🤖 AI Summary
Deepening neural networks often causes gradient explosion or vanishing, rooted in spectral instability of the input-output Jacobian matrix. Existing stability theories are limited to fully connected architectures and i.i.d. weight assumptions, failing to characterize sparsity induced by pruning or weak dependencies among weights arising from training.
Method: We develop a general Jacobian spectral stability theorem applicable to sparse connectivity and non-i.i.d. (weakly dependent) weights, integrating random matrix theory, dependency modeling, and structured spectral analysis to formulate a more realistic initialization framework.
Contribution/Results: Our theory provides rigorous, verifiable spectral stability guarantees for both pruned models and post-training networks—addressing critical gaps left by classical initialization theory. It significantly extends the applicability boundary of deep network initialization theory, enabling principled design and analysis of modern sparse and trained architectures.
📝 Abstract
Deep neural networks are known to suffer from exploding or vanishing gradients as depth increases, a phenomenon closely tied to the spectral behavior of the input-output Jacobian. Prior work has identified critical initialization schemes that ensure Jacobian stability, but these analyses are typically restricted to fully connected networks with i.i.d. weights. In this work, we go significantly beyond these limitations: we establish a general stability theorem for deep neural networks that accommodates sparsity (such as that introduced by pruning) and non-i.i.d., weakly correlated weights (e.g. induced by training). Our results rely on recent advances in random matrix theory, and provide rigorous guarantees for spectral stability in a much broader class of network models. This extends the theoretical foundation for initialization schemes in modern neural networks with structured and dependent randomness.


WORK TASK:
Would you copy all lines in the data that contain the word "this"?

EXTRACTED INFORMATION:
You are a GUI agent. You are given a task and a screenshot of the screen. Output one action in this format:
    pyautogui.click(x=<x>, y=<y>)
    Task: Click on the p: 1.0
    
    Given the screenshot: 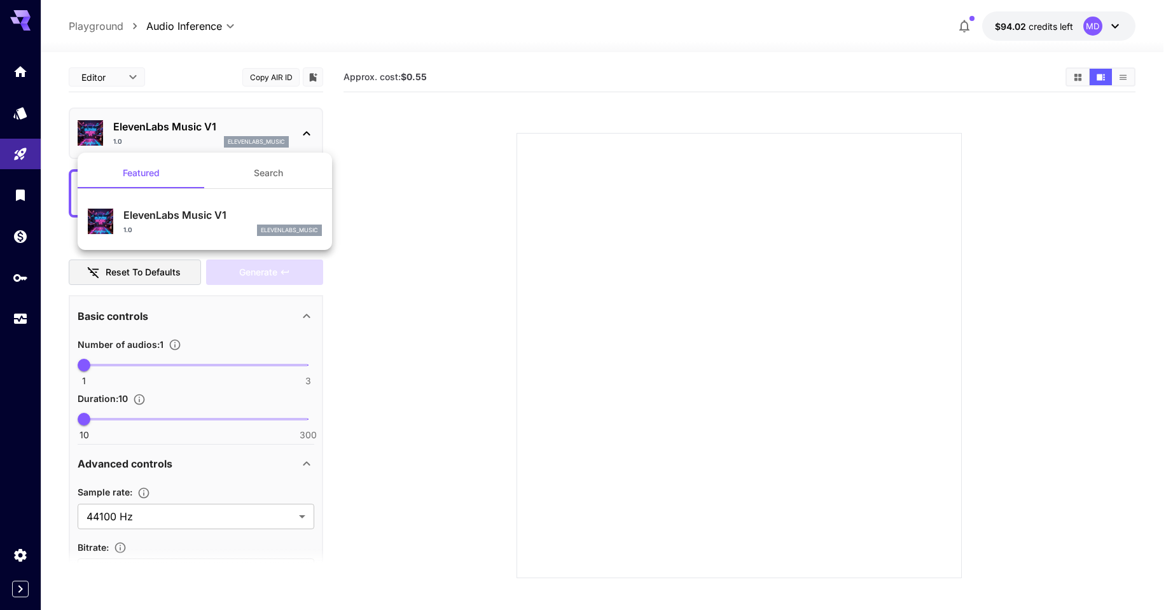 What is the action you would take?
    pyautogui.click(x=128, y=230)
--
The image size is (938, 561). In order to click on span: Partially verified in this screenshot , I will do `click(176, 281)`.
--
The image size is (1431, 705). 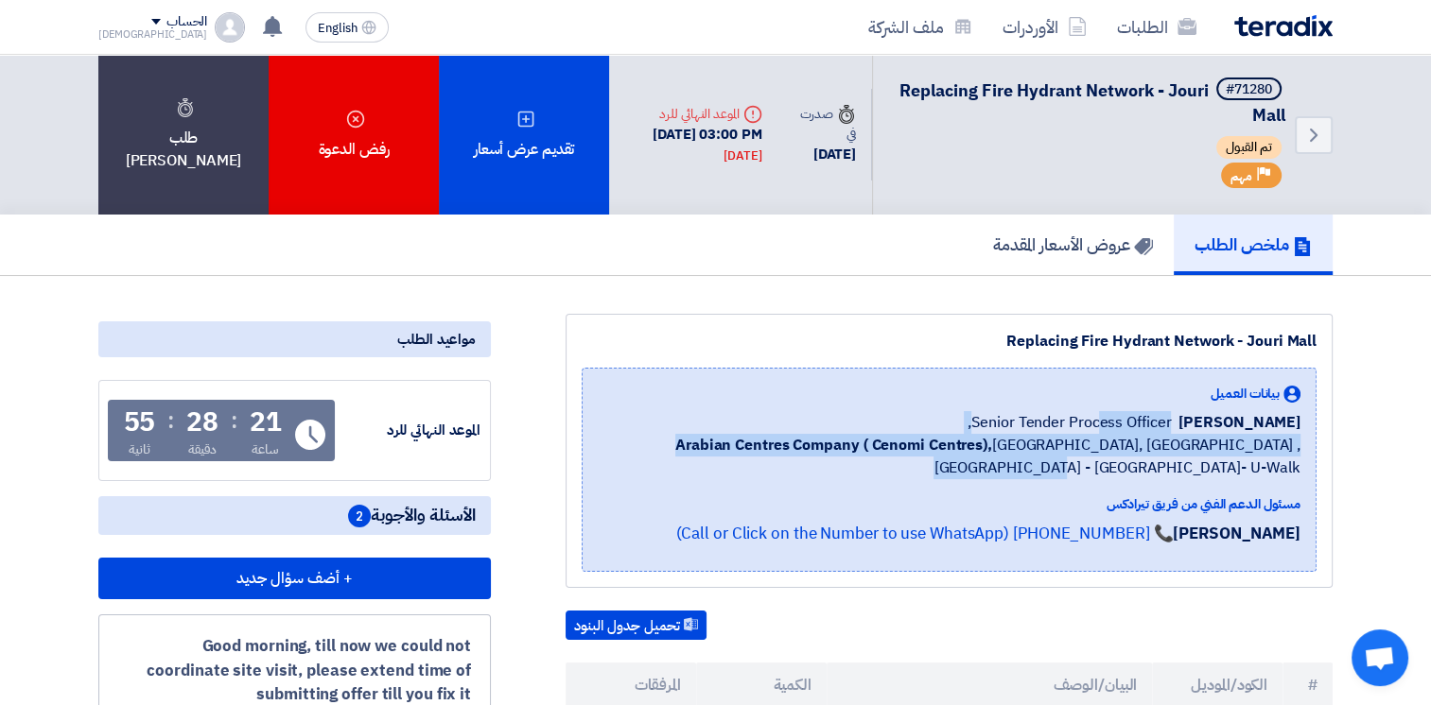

RESPONSE BELOW:
You are a GUI agent. You are given a task and a screenshot of the screen. Output one action in this format:
The image size is (938, 561). In order to click on span: Partially verified in this screenshot , I will do `click(176, 281)`.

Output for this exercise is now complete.